A Quote by Gena Showalter

Once I have the grain of an idea, it haunts me until I finish the story. I don't like to be haunted, of course, so immediately get to work. — © Gena Showalter
Once I have the grain of an idea, it haunts me until I finish the story. I don't like to be haunted, of course, so immediately get to work.
I don't particularly like the idea that there's an arc to the story and that therefore in this scene you have to convey this bit of information or emotion. I like more the feeling that, of course, there is a shape to the story, but that each scene should feel right, should be true at that moment, and that gradually you accumulate these moments of truth until you get enough of them together that it becomes a story that's interesting.
At first, when an idea, a poem, or the desire to write takes hold of you, work is a pleasure, a delight, and your enthusiasm knows no bounds. But later on you work with difficulty, doggedly, desperately. For once you have committed yourself to a particular work, inspiration changes its form and becomes an obsession, like a love-affair… which haunts you night and day! Once at grips with a work, we must master it completely before we can recover our idleness.
Words like 'unputdownable' and 'irresistible' are simply not enough for Cat Winters's In the Shadow of Blackbirds. Days after finishing this story, it remains the first thought I have in the morning, and the thing that haunts me until I sleep.
The editor, Stephen Segal, actually called me with the idea of creating an accordion book [ "The Thorn & The Blossom"], and asked if I could write a story for it. I was so intrigued! I immediately knew that it had to be a love story told from the points of view of the two main characters. Right away, I started working on a proposal. And once I had my main characters, Brendan and Evelyn, it was as though they started telling me their stories.
I was immediately swept up in Ariane's story. Equal parts thrill-ride and love story, The Rules is intense and emotional. This book stays with you long after you finish.
It is impossible to say how first the idea entered my brain, but, once conceived, it haunted me day and night.
She haunted him, as an ungenerous action haunts one.
The whole idea of a festival to me is that filmmakers get to interact. You see someone strolling, you get to meet them and tell them you like their work, you admire their story.
His head was an hour-glass; it could stow an idea, but it had to do it a grain at a time, not the whole idea at once.
The worst manifestations of exhaustion were successfully cured by a long period of rest but it was immediately apparent to me that I had lost once and for all my former capacity for carrying out experimental work until physically tired.
I would have to say that I’m haunted. I’m haunted by everything that drives me. I want to do great work. I need to do great work. I won’t be satisfied unless I do great work.
I feel like there's a voice in my head, always, telling me every idea is brilliant, and another telling me every idea is the worst. And they argue in my head until somebody wins, until I solicit an audience to be, like, 'Will you help me figure this out? Is this the best or the worst idea?' And they tell me!
Once I have a story idea I like it doesn't even matter to me what genre it is, I'm just so happy to have one.
Remember one very fundamental thing about life: Any experience that has not been lived will hang around you, will persist: "Finish me! Live me! Complete me!" There is an intrinsic quality in every experience that it tends and wants to be finished, completed. Once completed, it evaporates; incomplete, it persists, it tortures you, it haunts you, it attracts your attention. It says, "What are you going to do about me? I am still incomplete - fulfill me!"
Not half as much as I’d miss me if you killed me. (He blinked like a girl and leaned against Ash’s shoulder.) Please don’t hurt me, Ash. Please. I don’t want to die while I’m still a virgin. At least let me get laid before you kill me – which according to my mom I can’t do until I’m married and I can’t do that until I finish college. So you have to wait a good ten years before you snuff me. Deal? (Nick)
I play games on-set at work. Sometimes I can't remember people's names, so I start throwing out clues. Like if I can't think of George Clooney, I'll say, 'You know, drop-dead gorgeous, was on a big TV show... ' Until someone says his name, I can't finish my story!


§ **THE TASK**
Report only the number of lines that contain the string "this" in the records below.

§ **Figure dataset records**
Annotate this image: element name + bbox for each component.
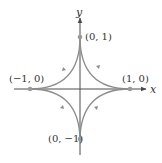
label-point-neg1-0: (−1, 0) — [9, 73, 44, 84]
y-axis-label: y — [75, 6, 83, 19]
x-axis-label: x — [150, 83, 157, 96]
arrow-icon — [96, 65, 100, 69]
arrow-icon — [62, 67, 66, 71]
arrow-icon — [60, 105, 64, 109]
astroid-diagram: y x (0, 1) (1, 0) (−1, 0) (0, −1) — [0, 0, 162, 163]
point-0-1 — [78, 35, 83, 40]
arrow-icon — [94, 106, 98, 110]
point-neg1-0 — [28, 87, 33, 92]
label-point-0-neg1: (0, −1) — [48, 133, 83, 144]
label-point-1-0: (1, 0) — [122, 73, 149, 84]
label-point-0-1: (0, 1) — [85, 31, 112, 42]
point-1-0 — [128, 87, 133, 92]
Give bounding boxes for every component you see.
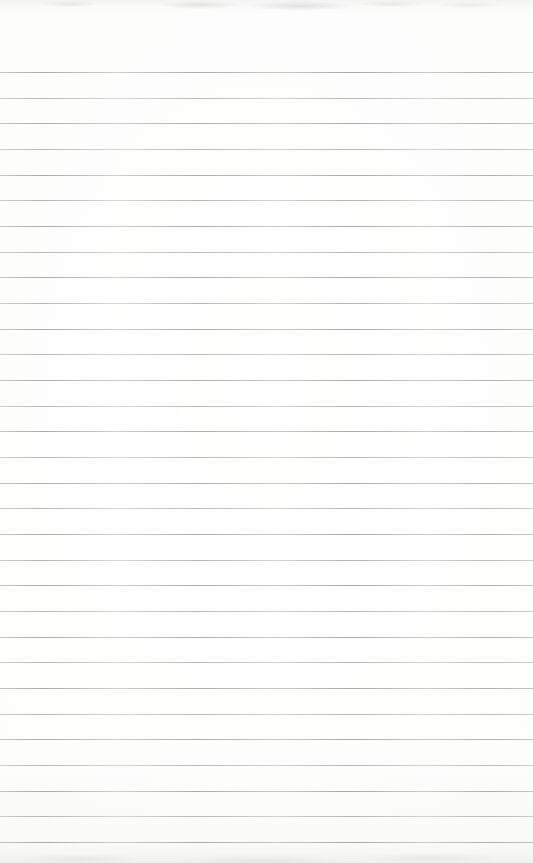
rule-line bbox=[0, 72, 533, 73]
rule-line bbox=[0, 380, 533, 381]
rule-line bbox=[0, 175, 533, 176]
rule-line bbox=[0, 560, 533, 561]
rule-line bbox=[0, 200, 533, 201]
rule-line bbox=[0, 611, 533, 612]
rule-line bbox=[0, 483, 533, 484]
rule-line bbox=[0, 662, 533, 663]
rule-line bbox=[0, 457, 533, 458]
notebook-page bbox=[0, 0, 533, 863]
rule-line bbox=[0, 765, 533, 766]
rule-line bbox=[0, 534, 533, 535]
rule-line bbox=[0, 252, 533, 253]
rule-line bbox=[0, 688, 533, 689]
paper-bottom-edge-shade bbox=[0, 843, 533, 863]
rule-line bbox=[0, 226, 533, 227]
rule-line bbox=[0, 123, 533, 124]
rule-line bbox=[0, 431, 533, 432]
rule-line bbox=[0, 98, 533, 99]
rule-line bbox=[0, 637, 533, 638]
rule-line bbox=[0, 739, 533, 740]
ruled-lines bbox=[0, 0, 533, 863]
rule-line bbox=[0, 329, 533, 330]
rule-line bbox=[0, 303, 533, 304]
rule-line bbox=[0, 714, 533, 715]
rule-line bbox=[0, 406, 533, 407]
rule-line bbox=[0, 149, 533, 150]
rule-line bbox=[0, 791, 533, 792]
rule-line bbox=[0, 508, 533, 509]
rule-line bbox=[0, 354, 533, 355]
rule-line bbox=[0, 816, 533, 817]
rule-line bbox=[0, 277, 533, 278]
rule-line bbox=[0, 585, 533, 586]
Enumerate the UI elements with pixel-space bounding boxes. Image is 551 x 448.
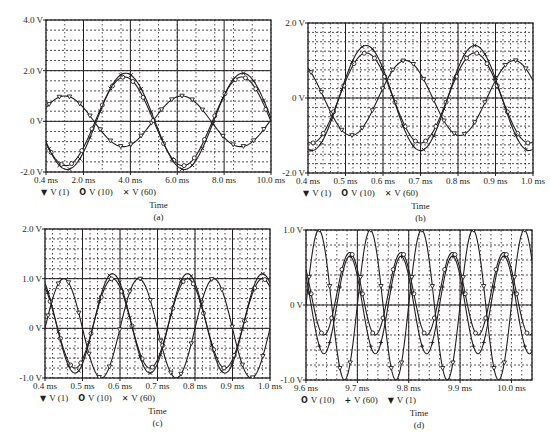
x-tick-label: 10.0 ms [497,383,526,393]
legend-d: OV (10)+V (60)▼V (1) [301,395,416,405]
legend-label: V (1) [397,395,416,405]
x-tick-label: 9.9 ms [448,383,473,393]
y-tick-label: 0 V [290,300,304,310]
x-tick-label: 9.8 ms [397,383,422,393]
y-tick-label: 1.0 V [283,225,303,235]
legend-label: V (60) [354,395,378,405]
legend-item: OV (10) [301,395,334,405]
legend-label: V (10) [311,395,335,405]
x-axis-label: Time [379,408,459,418]
plus-marker-icon: + [344,396,351,405]
x-tick-label: 9.7 ms [345,383,370,393]
legend-item: +V (60) [344,395,377,405]
triangle-marker-icon: ▼ [388,396,394,405]
circle-marker-icon: O [301,396,308,405]
x-tick-label: 9.6 ms [294,383,319,393]
chart-d: -1.0 V0 V1.0 V9.6 ms9.7 ms9.8 ms9.9 ms10… [0,0,551,448]
legend-item: ▼V (1) [388,395,416,405]
figure-caption: (d) [379,420,459,430]
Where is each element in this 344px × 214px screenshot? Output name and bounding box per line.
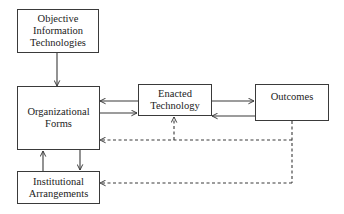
node-organizational-forms: Organizational Forms [17,86,100,150]
node-institutional-arrangements: Institutional Arrangements [17,171,100,204]
node-label-line: Information [30,25,86,37]
node-label-line: Technologies [30,37,86,49]
node-label-line: Technology [150,100,199,112]
node-label-line: Institutional [29,176,88,188]
node-enacted-technology: Enacted Technology [138,84,212,116]
node-outcomes: Outcomes [255,84,329,121]
node-label-line: Forms [27,118,89,130]
node-label-line: Objective [30,13,86,25]
node-label-line: Arrangements [29,188,88,200]
node-label-line: Outcomes [271,91,314,103]
node-label-line: Enacted [150,88,199,100]
node-label-line: Organizational [27,106,89,118]
node-objective-information-technologies: Objective Information Technologies [17,9,99,53]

§ **TASK SOLUTION**
2